Thursday, July 5, 2012

Tommy and Me...


               Me and Tommy, we went aways back.  He hadn’t been like the regular boys even back then. It wasn’t Tommy who lay dead at my feet, the smell of death strong in the cramped low rent tenement but it was Tommy’s handiwork.  No doubt about it.  Good ol’ Chuck hadn’t deserved to go the way he’d been done in but then he’d not given Tommy much of an option.  We were all from the same neighborhood growing up.  Dad’s in prison, Moms worked too much and we sort of ended up just taking care of each other, not a gang really but maybe a brotherhood. 

                We were fifteen and drunk on a hot mid-summers day.  The heat was thick and wet and I remember the electricity had gone out.  Our little brothers played in the water popped from a fire hydrant.  We were too cool for that and bored and beginning to feel the after effects of being to young, drinking too much and being too hot.  We’d decided we needed more drink before the last twelve pack we’d pilfered from Chuck’s moms kitchen wore off.  Tommy’s mom had an old revolver we borrowed.  The three of us, we went marching down a few blocks and were punching each other in the arms, getting the guts up to do this thing.  A block away from our prey Chuck bowed out.  Looking back I think that moment is what made us the adults we’d become.  Tommy called him names, sent him to the sidewalk with a right hook to end all right hooks.  I stood by and watched.  Stunned.  Amazed and if I’m honest with myself now, scared of Tommy as he stood over a broken and bloody boy we once called friend.  Tommy looked at me with that demanding look like ‘what’re you gonna do now?’ I remember shrugging and laughing because I didn’t know what else to do.  Tommy and I went kept the quest alive.

                I had nerves and I was scared, aint too proud to admit it.  Tommy didn’t care, wasn’t scared, had no nerves.  He was on a quest, wrapped up in the moment, I guess.  We grabbed the beer, made a bee line to the door.  The clerk yelled at us.  It stopped Tommy in his tracks.  With the rusty pistol in hand, Tommy stepped up to the clerk and shoved the barrel into his mouth.  I can’t quite recall what the clerk looked like now but I remember the blood and teeth that lie in a puddle on the counter and the choked sobs of the clerk as he choked on the barrel of the gun.  Tommy opened the register drawer, and grabbed as much cash as he could fist.  He smiled at the clerk; pistol whipped him, and then shot him in the knee.  I think Tommy just wanted to see what it felt like to shoot someone.

                Then we ran.

                I drank my share of the beer as fast as I could mostly so I could forget what had just happened.  Tommy languished in it like it was his victory drink. 

The celebration hadn’t lasted long.  The NYPD did their job and picked a bunch of us up the next morning.  Tommy was an imposing figure, the Clerk picked him out with little hesitation.  Tommy did five years but remained a stand-up guy and left me out of it.  I moved on.  He didn’t.  When he got out, he kept a low profile, growing some dope here and there, selling it to the neighbors.

                The body of Chuck was at my feet and I knelt down to look at him more closely.  Chuck had never really recovered from the embarrassment of ‘chickening out’.  He turned to oxycotin to soothe his injured pride.  He started selling it, he owed money, borrowed from the wrong guy and then promised to rat that guy out.  I’d been paid twenty large to come down here, rough him up a bit, and get what was owed to the people who owned me.   

Chucky’s face was a mess but it was the gunshot to his chest that had done him in.

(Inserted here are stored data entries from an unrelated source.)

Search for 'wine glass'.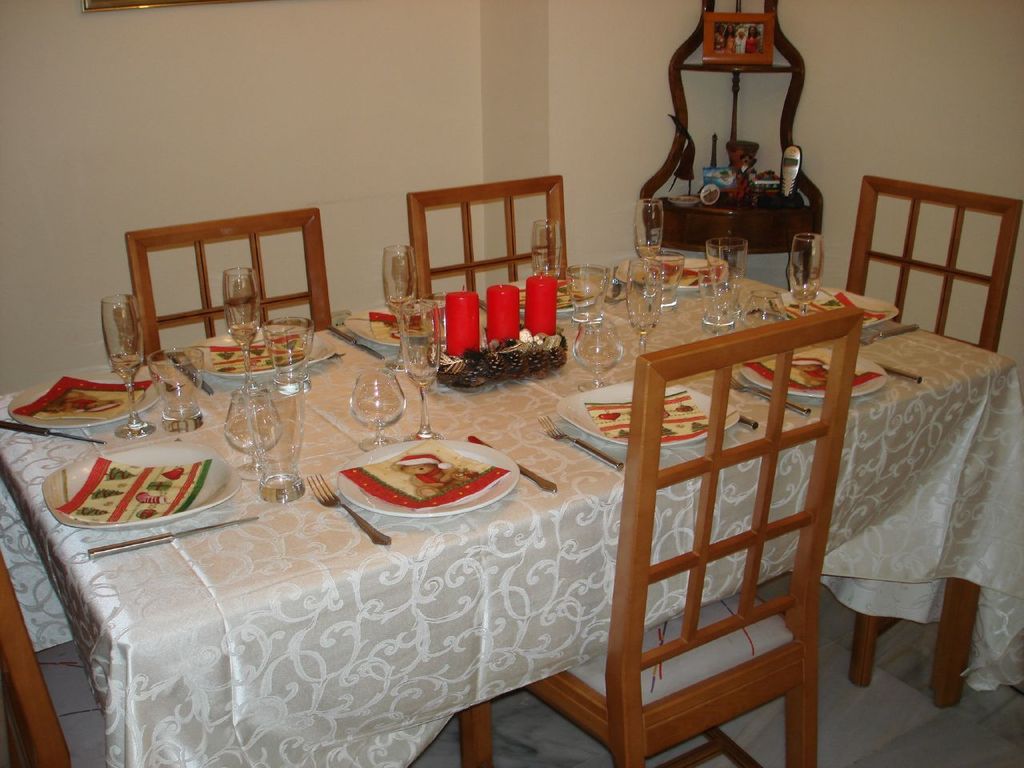
Found at Rect(534, 221, 562, 278).
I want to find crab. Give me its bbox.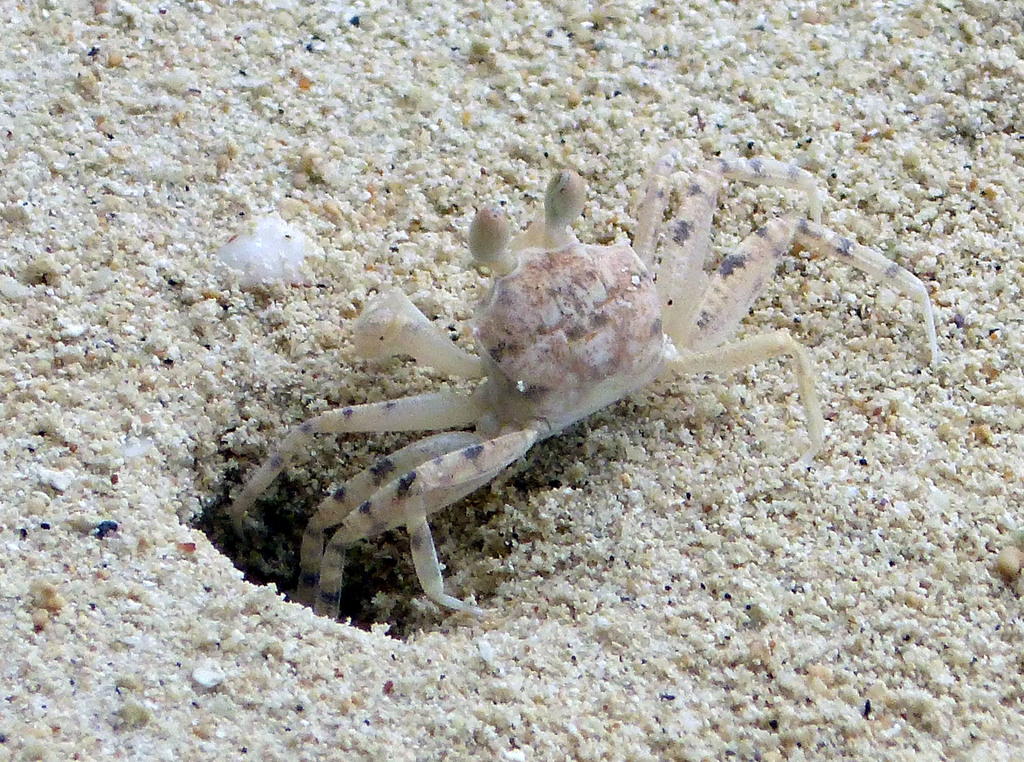
<box>216,148,936,614</box>.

I knew who did it as soon as I saw all of Chucky’s front teeth missing and the gun shot to his left knee. 

                The thought of Tommy with a gun and angry at me for hunting him down didn’t sit right with me.  I really didn’t want to go up against him.  He’d know now that my bosses wanted him.  He’d be dangerous, driven into a corner.  I thought about dropping it, getting out of town, but my bosses had a long reach and the thought of Tommy coming for me would haunt all the shadows.  It cleared things right up. 

                If Tommy had one weakness it was his Mom.  She’d had six kids but Tommy was the one she loved the most.  The one she still called her baby.  Tommy’s father had been her one and first true love.  He’d died in a mine accident when Tommy had been four.  Maybe if he’d stayed alive Tommy would’ve turned out different, maybe not.  I went to her place, it was the same place she’d lived when we were kids but then a lot of the old neighborhood was like that.  Her flat was old and worn, just like her.  She hadn’t wanted to rat out her baby but a few slaps and the flash of a gun had her calling him. 
                He showed up an hour later.  He walked in with that Tommy smirk on his face.  He had a pistol in his fist.  I had a cut down twelve gauge pointed at his chest.  He smiled, there was no mirth there.  He told me he didn’t think I was so chicken-shit that I’d use his mom to get to him.  It was in that lazy drawl he liked.  I told him I didn’t think I was so chicken-shit to use a twelve gauge on him.